We were already looking at efficiency this year, so it’s been a supercharged version of that. Efficiency with our costs but also with our processes – making everything work better and easier for our customers (and staff). We’ve also looked at doing less things better, cutting out a few services and we’ve added our first digital product (video call backgrounds).
We’ve always prided ourselves on our rad designs but what we talk about less is that we are a smooth AF operation as well.
And we just got smoother.
Our clients are always telling us that they loved how easy we make things and that is our mission!
Look, who bloody knows. Honestly, while we’ve been busy improving our offering and efficiency, I’ve been interspersing that with having semi-regular existential crises/breakdowns about what is going to happen to celebrations.
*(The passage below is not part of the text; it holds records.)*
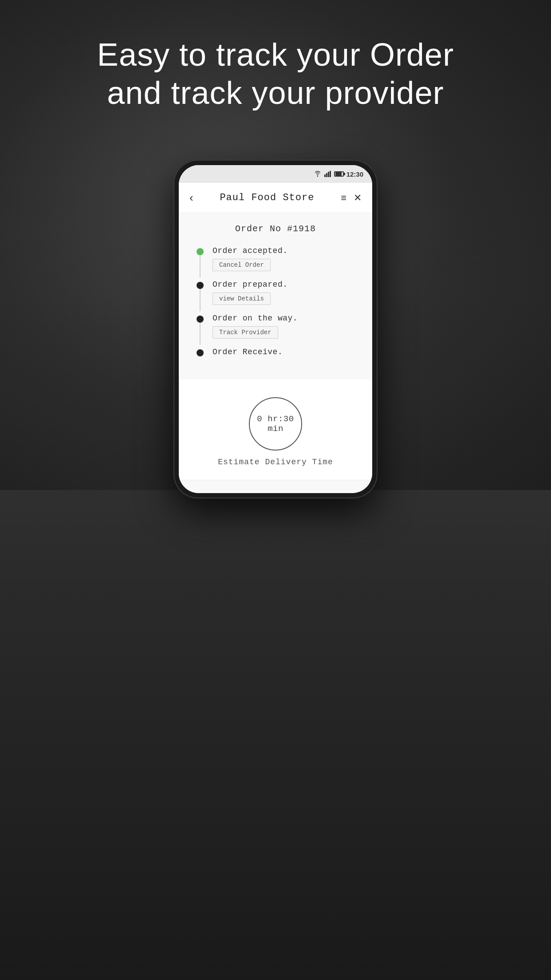 This screenshot has height=980, width=551. I want to click on dot-accepted, so click(200, 252).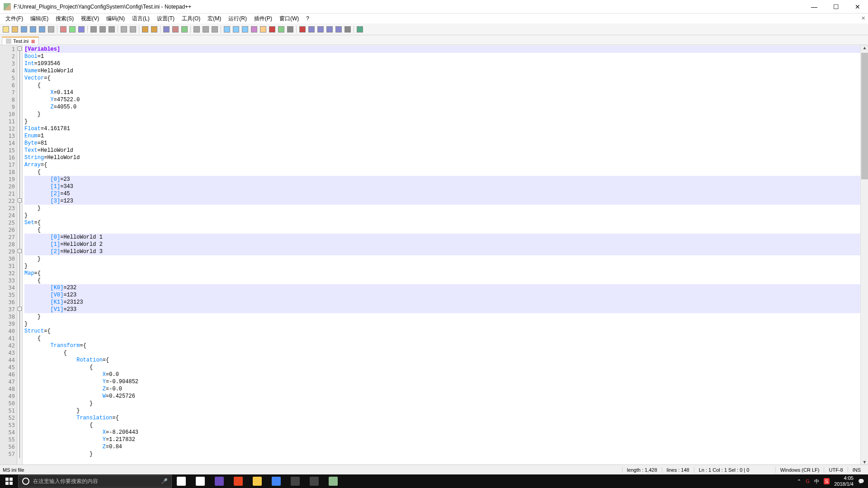 Image resolution: width=868 pixels, height=488 pixels. What do you see at coordinates (446, 375) in the screenshot?
I see `code-line: X=0.0` at bounding box center [446, 375].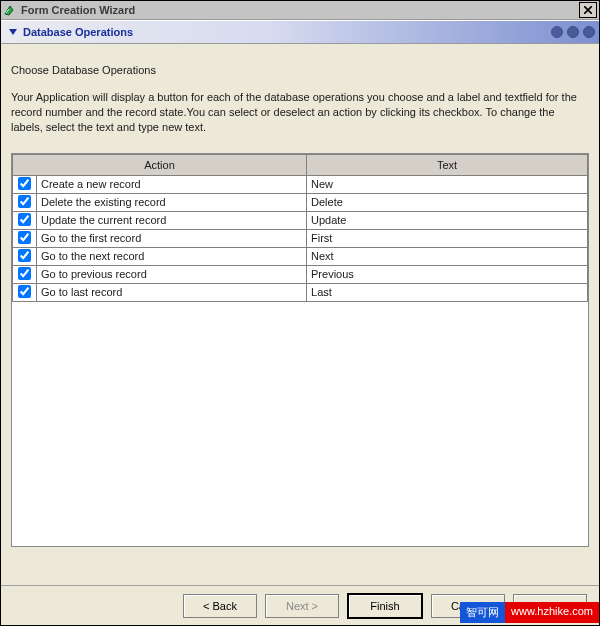  I want to click on back-button: < Back, so click(220, 606).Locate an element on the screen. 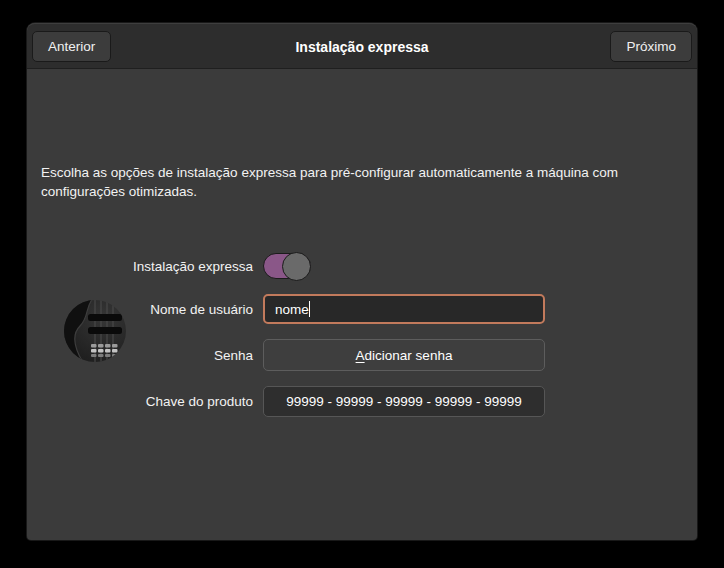 The image size is (724, 568). express-install-label: Instalação expressa is located at coordinates (140, 266).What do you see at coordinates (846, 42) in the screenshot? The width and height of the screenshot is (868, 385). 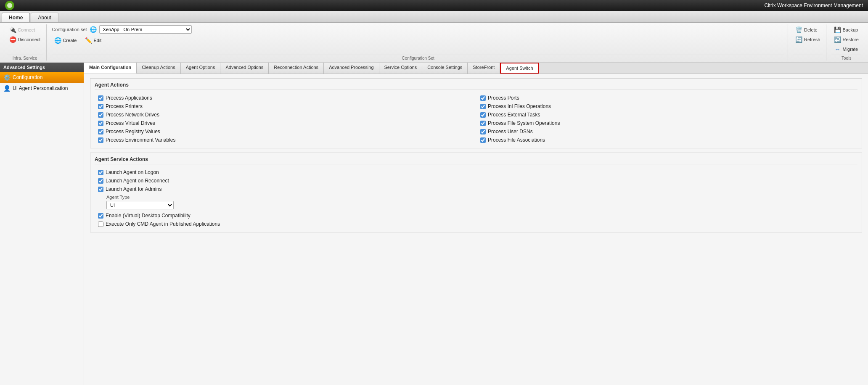 I see `tools-group: 💾 Backup ↩️ Restore ↔️ Migrate Tools` at bounding box center [846, 42].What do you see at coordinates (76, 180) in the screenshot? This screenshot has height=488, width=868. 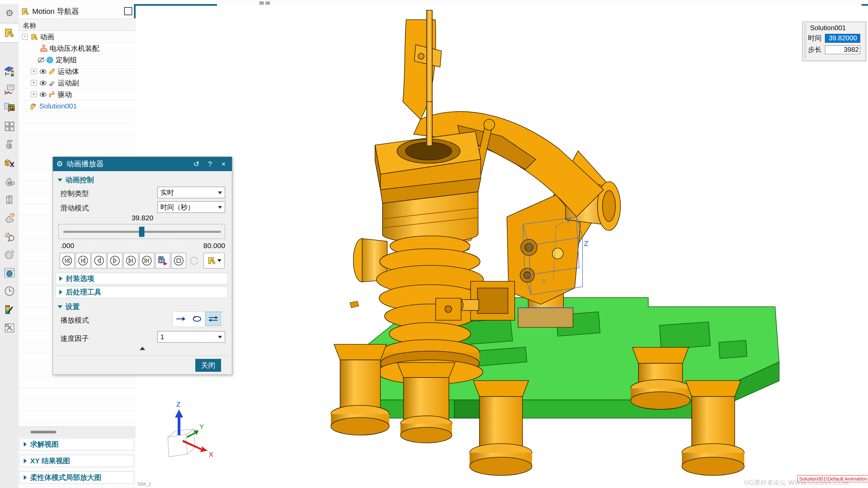 I see `section-animation-control: 动画控制` at bounding box center [76, 180].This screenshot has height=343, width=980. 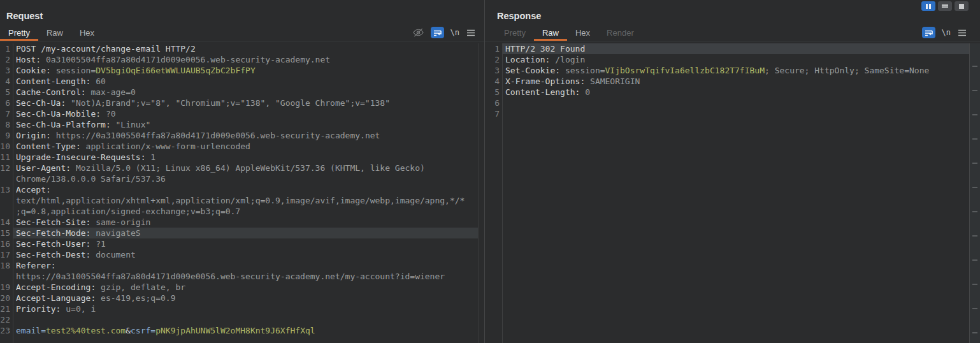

If I leave the ‘why are we here’s?’ and ‘what is the purpose of all this?’ at the door, I’d say that celebrations will continue to be more and more unique and personalised, and a reflection of the couple and what’s important to them.
Couples have had a LOT of time to think about what’s important and so while wedding size is currently mandated by the government (srsly, how weird is that sentence?!?) I think smaller celebrations with more of what the couple want will continue to be all the rage, even once bigger weddings are allowed again.
I mean, do you really want to spend $150 to feed and water your cousin’s boyfriend or your work friend’s partner you’ve never met?
NOPE.
Cutting that guest list gives you heaps more freedom to go all out on the things you love.
The mark I want to leave is a big, bold and cray colourful one where I’ve contributed to a movement of couple’s feeling super empowered to do whatever the fuck they want for their wedding, dumping traditions that mean nothing and other people’s expectations.
Good Day Club Website
Good Day Club Instagram
Jun 13, 2020
Looking for an alternative to the traditional registry wedding? Unfurrow your brow and cast your eyes over to Melbourne’s answer to the Vegas wedding chapel – The Altar Electric.
The gloves are off, and The Altar Electric, has overhauled their entire space in Collingwood.
Previously a rich blue and in a slightly smaller room, The Altar Electric has a new lease of life in incredible pastel peach colours, with explosions of floral colour courtesy of the inimitable Melbourne florist Bloom Boy, styling features from The Arbourists, and an entire vision executed by the wizard-folk at Good Day Club.
The Altar Electric have been leaders in getting couples hitched while we’ve all been sailing the perilous waters of Covid-19, providing shotgun-style weddings and a colourful alternative to traditional registry weddings.
Now, as isolation restrictions lift, the venue is opening up and moving towards it’s full capacity of 40.
The venue has the most incredible light draping through its industrial style windows at any hour of day.
BYO cardboard Elvis – but you can order the real deal via their in-house Elvis impressionist.
The space is littered with the hallmarks of Good Day Clubs’ intricate styling – a roof filled with disco balls and chains, and decadent knick-knacks from wall to wall.
No bridal snog is complete without the floral explosions of Bloom Boy behind it.
Schoolhouse Studios, 81 Rupert St, Collingwood VIC
www.thealtarelectric.com.au
While you’re here, check out these other unique Melbourne wedding venues, and this Two Ton Max wedding. Stateside, wrap your seeing eyeball devices around this Jam Handy wedding in Detroit, featuring a Neon Pizza Apocalypse (naturally).